(By Reggie Ugwu)
After my brother dies and my father was partially paralyzed, my family traveled 7,000 miles in search of an old home, a new house, and the things we'd lost on the road in between.
I remember feeling grateful that we never said
“Merry Christmas.” We didn’t say it on Christmas morning when we awoke in
Virginia, during a layover at the world’s most desolate Hampton Inn &
Suites, and took long showers and poured too much batter into the waffle
machine. Or at Washington Dulles International Airport, 1,400 miles from our
cul-de-sac in Houston, where, at 8 a.m., bright, deserted corridors seemed to
me pleasantly indifferent to the calendar.
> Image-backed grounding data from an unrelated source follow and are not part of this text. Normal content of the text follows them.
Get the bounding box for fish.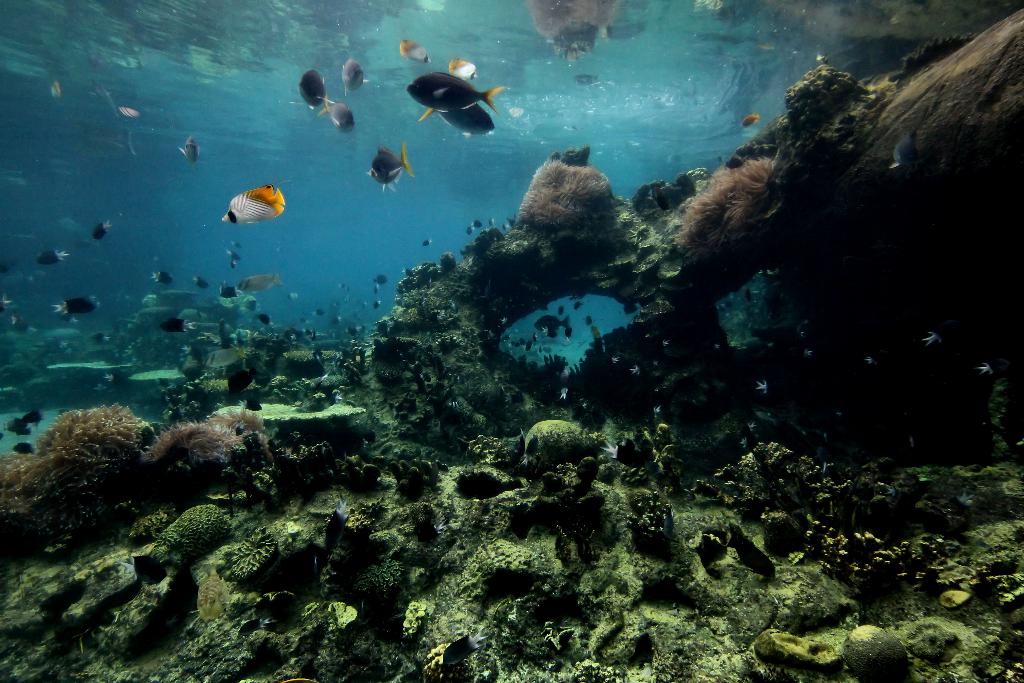
bbox=(35, 248, 70, 267).
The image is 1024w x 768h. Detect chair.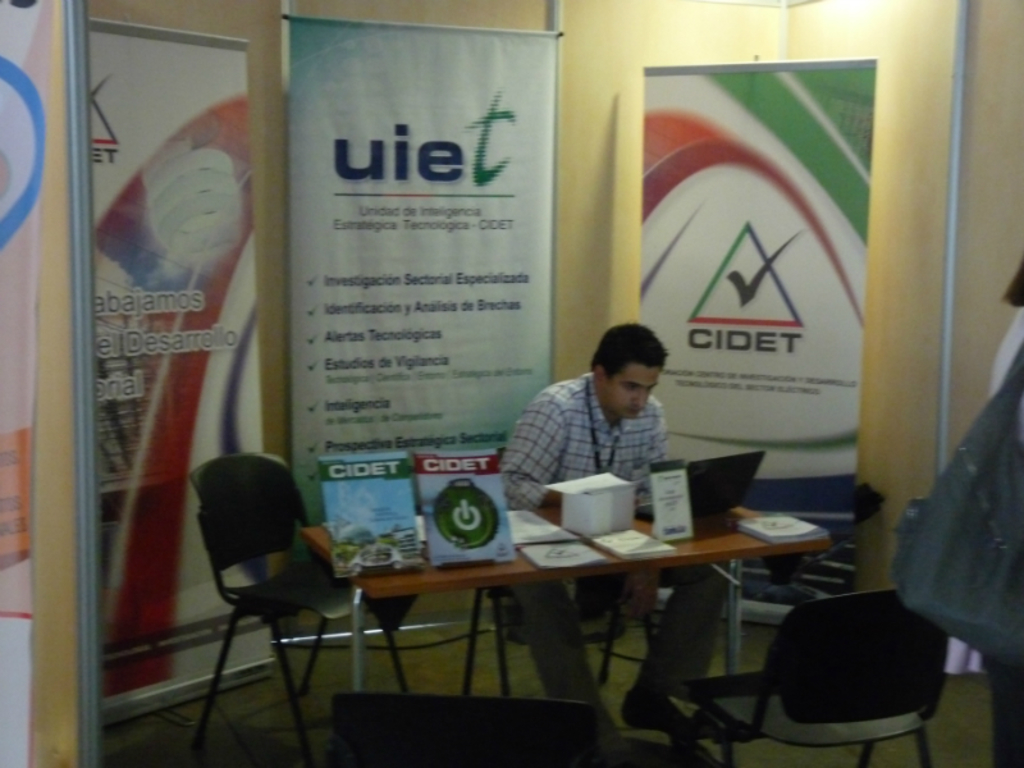
Detection: (x1=329, y1=691, x2=596, y2=767).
Near midnight on Christmas Eve, we
had wished for a shuttle in lieu of a sleigh, making our plea with a dead-eyed
driver who we’d been told could take us to the Hampton Inn. His broad white
vessel didn’t have a ramp for Dad’s electric wheelchair — the one that chirped
like a repair droid (meep murp)
whenever you turned it on — and was too far above the ground for us to maneuver
him out of it and into a seat. The driver suggested that my sister Adaeze and I
ride the shuttle with our bags while Mom and Dad follow in a taxi. But Mom
threw me a look that even I understood meant “I don’t want to be alone,” and so
Adaeze rode with the bags while the three of us stayed behind, waiting by the
curb at passenger pickup as the cool black night ticked into morning.